The wiki should probably carry a warning for potential publishers that want to excercise their rights; something that warns them in all fairness of potential copyright infringements, and informs them of the legal risks they are taking when publishing the material.
The wiki should probably also carry a note for potential contributors, asking them to only contribute material that does not infringe on any copyrights: Either by making sure they only contribute their own work, or by making sure they ask the original authors wether they would license their work under the Free Documentation License.
Note that you can't without using a LicenseToLicense?, because Usemod doesn't have the tech to do the automatic updating of history pages, title page, etc.

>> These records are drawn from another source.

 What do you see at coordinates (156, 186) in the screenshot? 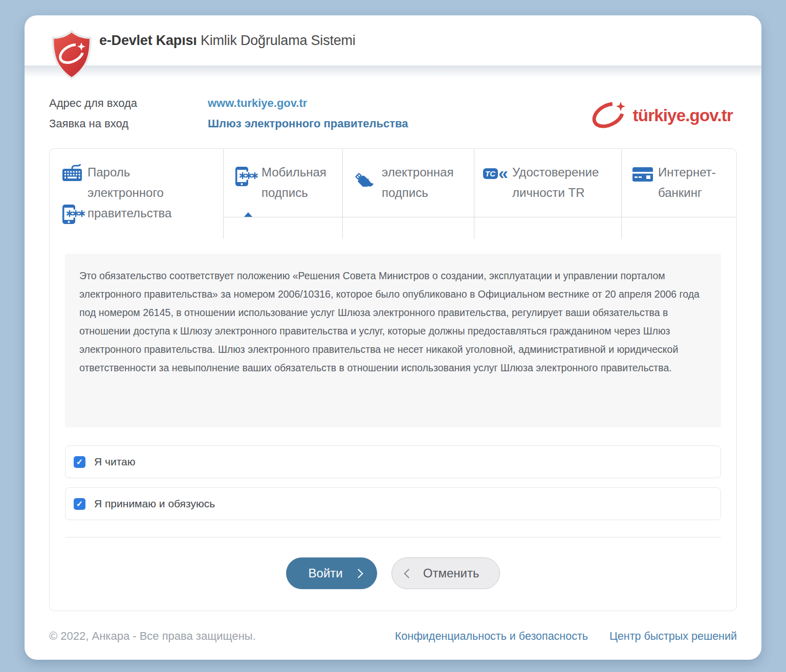
I see `tab-label: Пароль электронного правительства` at bounding box center [156, 186].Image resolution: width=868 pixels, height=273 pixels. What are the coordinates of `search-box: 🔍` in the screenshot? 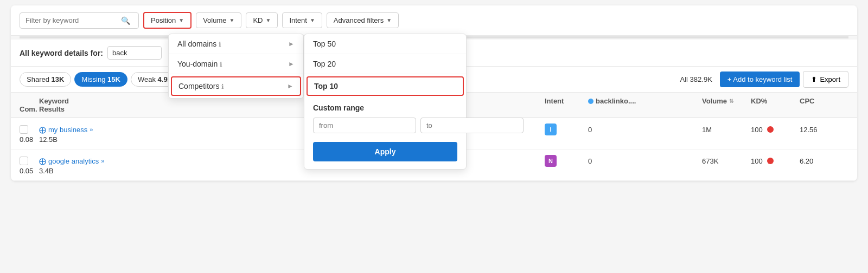 It's located at (79, 21).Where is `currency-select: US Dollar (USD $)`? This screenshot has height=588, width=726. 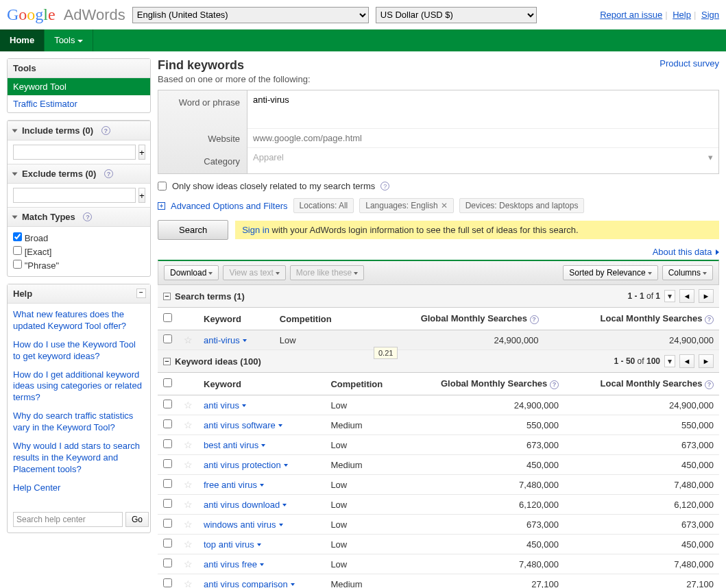 currency-select: US Dollar (USD $) is located at coordinates (457, 15).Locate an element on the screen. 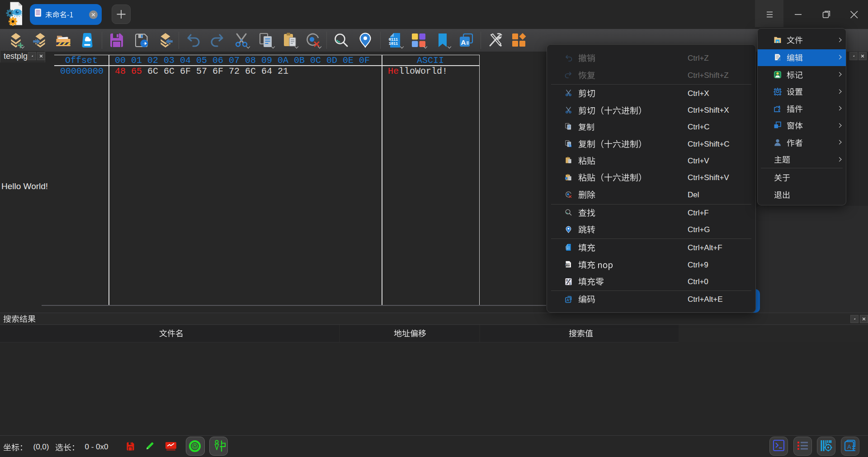 This screenshot has width=868, height=457. svg-text: 1 is located at coordinates (570, 283).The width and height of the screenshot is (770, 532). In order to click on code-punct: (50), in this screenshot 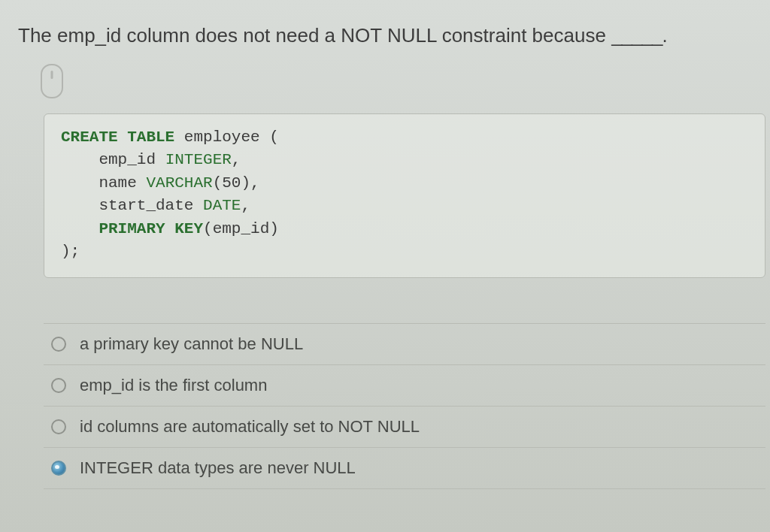, I will do `click(236, 183)`. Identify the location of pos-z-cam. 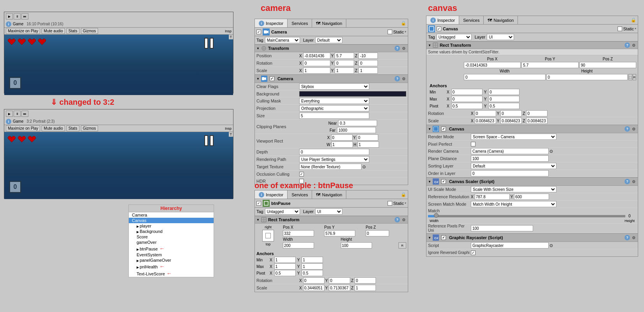
(368, 56).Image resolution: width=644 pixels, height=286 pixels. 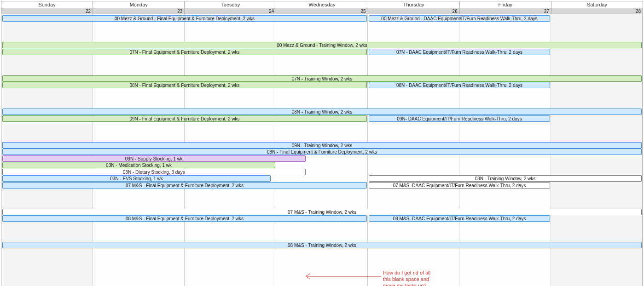 I want to click on task-bar: 08 M&S - Training Window, 2 wks, so click(x=322, y=245).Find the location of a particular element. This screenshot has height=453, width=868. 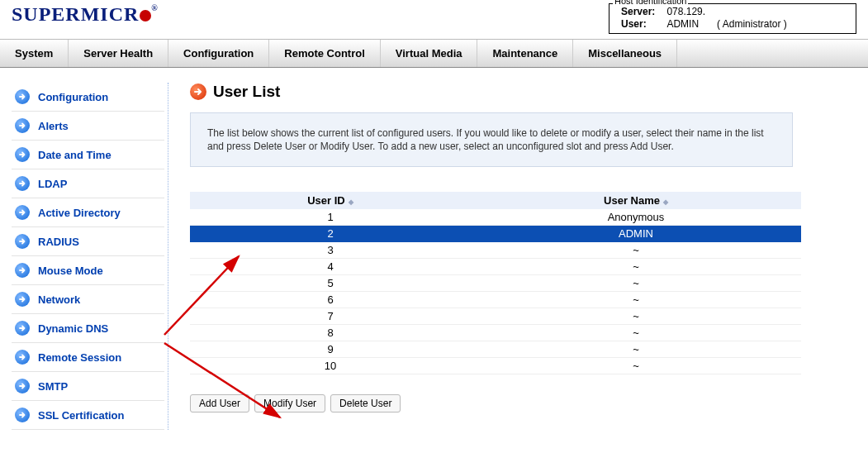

The FooterNote holds the text that gets displayed at the bottom of every page. Set it as follows:
$FooterNote = "Permission is granted to copy, distribute and/or
modify this document under the terms of the <a
href=\"http://www.emacswiki.org/FDL\">GNU Free Documentation
License</a>, Version 1.2 or any later version published by the <a
href=\"http://www.fsf.org/\">Free Software Foundation</a>."; # HTML
for bottom of every page
The EditNote holds the text that gets displayed before the Save button on edit pages. Set it as follows:
$EditNote = "By contributing to this wiki, you grant us the normal implicit license to mercilessly edit your text. Further, you grant us the right to licesnse the result under the <a
href=\"http://www.emacswiki.org/FDL\">GNU Free Documentation
License</a>. Please only contribute your own original work."; # HTML notice above buttons on edit page
And wherever you make the page database and the wiki script used available for download, print:
DISCLAIMER OF WARRANTY OF TITLE: Please be aware that the page database may contain copyright
infringements. Should you decide to publish it, you may be held
responsible for these infringements.
The one major problem with the GFDL, other than its ambiguity as to what defines the Document when talking about a website, is its inclusion of Invariant Sections. As has been pointed out at the GFDL comment page at gnu.org, Invariant Sections make the GFDL incompatible with the GPL, which is a major pain. Invariant Sections lead to a host of problems, in fact. Otherwise it's quite good, and does fit quite well with wikis. The one important thing that should be done to ensure compliance is to make sure (and this would be great if someone enfolded this functionality into the software) that there is a History section, as defined by the GFDL, which keeps track of the documents (and their authors) sourced by the wiki. But I can certainly sympathize with such a stripped down license as the FWL. I suspect it could be even shorter.